Sunday, February 23, 2025

MACBETH



 

David Tennant and Cush Jumbo in MACBETH. Donmar Photo by Marc Brenner



Macbeth by William Shakespeare.

Directed on stage at the Donmar Warehouse by Max Webster. Directed for the screen by Tom Van Someren. Binaural sound design by Gareth Fry. Composer and musical director Alasdair Macrae. Gaelic Singer Kathleen MacInnes. Designer Rosanna Vize. Lighting designer Bruno Poet.Movement director Shalley Maxwell. Fight directors Rachel Brown Williams and Ruth Cooper-Brown. Casting director Anna Cooper. A Trafalgar Releasing Production in association with Donmar Warehouse. Sharmill Films. In cinemas from February 20th.  

Reviewed by Peter Wilkins


 

 Macbeth is the least enigmatic of Shakespeare’s tragedies. From the moment Macbeth (David Tennant) and Banquo(Cal MacAninch) encounter the three weird sisters on the heath, the audience learns of the course of events that will ultimately lead to the downfall of a noble hero as a result of his tragic flaw,” vaulting ambition which o’erleaps itself and fall on the other”. It is the undoing that will be done by his wife (Cush Jumbo), affirmed by the witches’ prophesies and carried out with tragic consequences. It is also the tragedy of the heat-oppressed brain. It is the tragedy of a man whose mind is plagued with scorpions. It is the tragedy of a man who puts his faith in the supernatural rather than the logic of reality.

Cush Jumbo as Lady Macbeth
In the intimate surrounds of London’s Donmar Warehouse, director Max Webster has brilliantly imagined a production of Shakespeare’s play that strips away all artifice of the theatre and trusts to the power of the actors’ storytelling. In a brilliant stroke of invention Webster removes the physical depiction of secret black and midnight hags and audiences hear the prophesies  through headphones that transport the ominous predictions to the innermost recesses of the audience’s minds. At one point, the Ensemble in a taunting ritual of prophesy amplify accusation and guilt in presenting the prophesies that will undo the tyrant when Birnam Wood moves to Dunsinane and no man born of woman slays Macbeth.


 

Noof Oussalam as Macduff
Central to the drama are the extraordinary performances of David Tennant as Macbeth and Cush Jumbo as Lady Macbeth. Tim Van Someren’s screen direction brings the audience into the very minds of the actors. Close ups draw us into the very thoughts and feelings, exposing motive and charting the predictable course of Fate. Tennant’s towering performance as Macbeth presents a protagonist doomed the moment he gazes upon his bloodied hands and the daggers of his deed. Jumbo’s  Lady Macbeth  begins her decline from provocateur to pitiful outcast at the moment of rejection by Macbeth. “Be innocent of the knowledge dearest chuck til thou applaudst the deed.” Jumbo’s plaintive sleepwalking scene and descent into insanity evoke just retribution and yet Jumbo’s magnetism in performance may conjure sympathy for her sorry fate. What’s done cannot be undone as Macbeth pursues his bloody act. Tennant plays the man possessed. Convinced by his wife to enact the crime, he is a man out of control. Gripped by fear and doubt and panic. Tennant’s Macbeth on stage and on film mesmerises as he cuts his swathe through murder upon murder. The murder of Lady Macduff (Rona Morison) and her son (Casper Knopf) chill to the bone. Macduff’s grief trumpets the cry for revenge. From this moment forth and urged on by Malcolm (Ross Watt) the witches’ final prophesies are ignited and the stage is set for the confrontation between Macbeth and Macduff (Noof Ousselam). The final battle upon the stage is choreographed to the accompaniment of an echoing soundtrack of clanging swords . 
Malcolm (Ross Watt) Duncan(Benny Young) and Ensemble
 
The power of intimacy is at the very heart of this production as it could well have been four centuries ago. Webster and van Someren imbue Shakespeare’s psychological thriller with suspense and horror. Comic relief is provided by the Porter’s scene with Jatinder Singh Randhawa engaging with a modern day audience and offering the humour of our time interspersed with Shakespeare’s text. It also allows time for Tennant and Jumbo to wipe the blood from their hands and clothes. The universality of Shakespeare’s work rings true in word and action. A Scottish folk band capture the immortal spirit of the jig during the banquet scene.

Director Webster’s electrifying imagining  of Shakespeare’s Macbeth will thrill audiences. The Donmar Warehouse production attests to Shakespeare’s genius and the brilliance of his storytelling. It is an opportunity to experience the very best of British theatre.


* What the exercise asks *
Retype each line below precisely.

Figure dataset records:
◇ ◇ ◇ ◇ ◇ ◇ ◇

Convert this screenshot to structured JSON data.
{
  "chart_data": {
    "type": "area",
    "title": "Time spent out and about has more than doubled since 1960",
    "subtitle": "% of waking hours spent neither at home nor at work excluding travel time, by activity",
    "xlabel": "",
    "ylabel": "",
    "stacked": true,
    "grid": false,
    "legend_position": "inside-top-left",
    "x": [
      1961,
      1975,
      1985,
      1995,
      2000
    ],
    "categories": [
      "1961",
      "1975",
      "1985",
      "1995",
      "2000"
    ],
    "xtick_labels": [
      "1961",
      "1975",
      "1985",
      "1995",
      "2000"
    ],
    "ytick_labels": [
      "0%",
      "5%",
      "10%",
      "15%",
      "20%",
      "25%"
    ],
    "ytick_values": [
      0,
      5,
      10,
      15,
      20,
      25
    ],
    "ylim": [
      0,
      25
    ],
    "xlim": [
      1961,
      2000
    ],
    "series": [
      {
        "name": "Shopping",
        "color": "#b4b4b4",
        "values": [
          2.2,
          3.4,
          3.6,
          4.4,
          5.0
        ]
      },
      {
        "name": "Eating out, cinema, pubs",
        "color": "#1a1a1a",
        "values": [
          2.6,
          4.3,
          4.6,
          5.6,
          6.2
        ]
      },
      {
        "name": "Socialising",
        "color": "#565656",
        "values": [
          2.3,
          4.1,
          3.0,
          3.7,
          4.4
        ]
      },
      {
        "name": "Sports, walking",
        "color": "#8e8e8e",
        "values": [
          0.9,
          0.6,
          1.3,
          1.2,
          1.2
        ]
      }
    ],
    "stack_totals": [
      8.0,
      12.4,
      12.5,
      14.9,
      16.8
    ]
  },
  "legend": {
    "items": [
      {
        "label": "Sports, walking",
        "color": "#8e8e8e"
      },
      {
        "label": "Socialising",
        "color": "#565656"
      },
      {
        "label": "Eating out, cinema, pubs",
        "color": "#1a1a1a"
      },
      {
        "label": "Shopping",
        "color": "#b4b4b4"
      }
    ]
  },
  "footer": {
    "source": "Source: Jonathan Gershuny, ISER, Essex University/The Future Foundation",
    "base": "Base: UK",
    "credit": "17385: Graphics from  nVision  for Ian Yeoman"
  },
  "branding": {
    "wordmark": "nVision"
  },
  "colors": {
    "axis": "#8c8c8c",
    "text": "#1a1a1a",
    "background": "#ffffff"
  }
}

◇ ◇ ◇ ◇ ◇ ◇ ◇

* Exercise solution *
Convert this screenshot to structured JSON data.
{
  "chart_data": {
    "type": "area",
    "title": "Time spent out and about has more than doubled since 1960",
    "subtitle": "% of waking hours spent neither at home nor at work excluding travel time, by activity",
    "xlabel": "",
    "ylabel": "",
    "stacked": true,
    "grid": false,
    "legend_position": "inside-top-left",
    "x": [
      1961,
      1975,
      1985,
      1995,
      2000
    ],
    "categories": [
      "1961",
      "1975",
      "1985",
      "1995",
      "2000"
    ],
    "xtick_labels": [
      "1961",
      "1975",
      "1985",
      "1995",
      "2000"
    ],
    "ytick_labels": [
      "0%",
      "5%",
      "10%",
      "15%",
      "20%",
      "25%"
    ],
    "ytick_values": [
      0,
      5,
      10,
      15,
      20,
      25
    ],
    "ylim": [
      0,
      25
    ],
    "xlim": [
      1961,
      2000
    ],
    "series": [
      {
        "name": "Shopping",
        "color": "#b4b4b4",
        "values": [
          2.2,
          3.4,
          3.6,
          4.4,
          5.0
        ]
      },
      {
        "name": "Eating out, cinema, pubs",
        "color": "#1a1a1a",
        "values": [
          2.6,
          4.3,
          4.6,
          5.6,
          6.2
        ]
      },
      {
        "name": "Socialising",
        "color": "#565656",
        "values": [
          2.3,
          4.1,
          3.0,
          3.7,
          4.4
        ]
      },
      {
        "name": "Sports, walking",
        "color": "#8e8e8e",
        "values": [
          0.9,
          0.6,
          1.3,
          1.2,
          1.2
        ]
      }
    ],
    "stack_totals": [
      8.0,
      12.4,
      12.5,
      14.9,
      16.8
    ]
  },
  "legend": {
    "items": [
      {
        "label": "Sports, walking",
        "color": "#8e8e8e"
      },
      {
        "label": "Socialising",
        "color": "#565656"
      },
      {
        "label": "Eating out, cinema, pubs",
        "color": "#1a1a1a"
      },
      {
        "label": "Shopping",
        "color": "#b4b4b4"
      }
    ]
  },
  "footer": {
    "source": "Source: Jonathan Gershuny, ISER, Essex University/The Future Foundation",
    "base": "Base: UK",
    "credit": "17385: Graphics from  nVision  for Ian Yeoman"
  },
  "branding": {
    "wordmark": "nVision"
  },
  "colors": {
    "axis": "#8c8c8c",
    "text": "#1a1a1a",
    "background": "#ffffff"
  }
}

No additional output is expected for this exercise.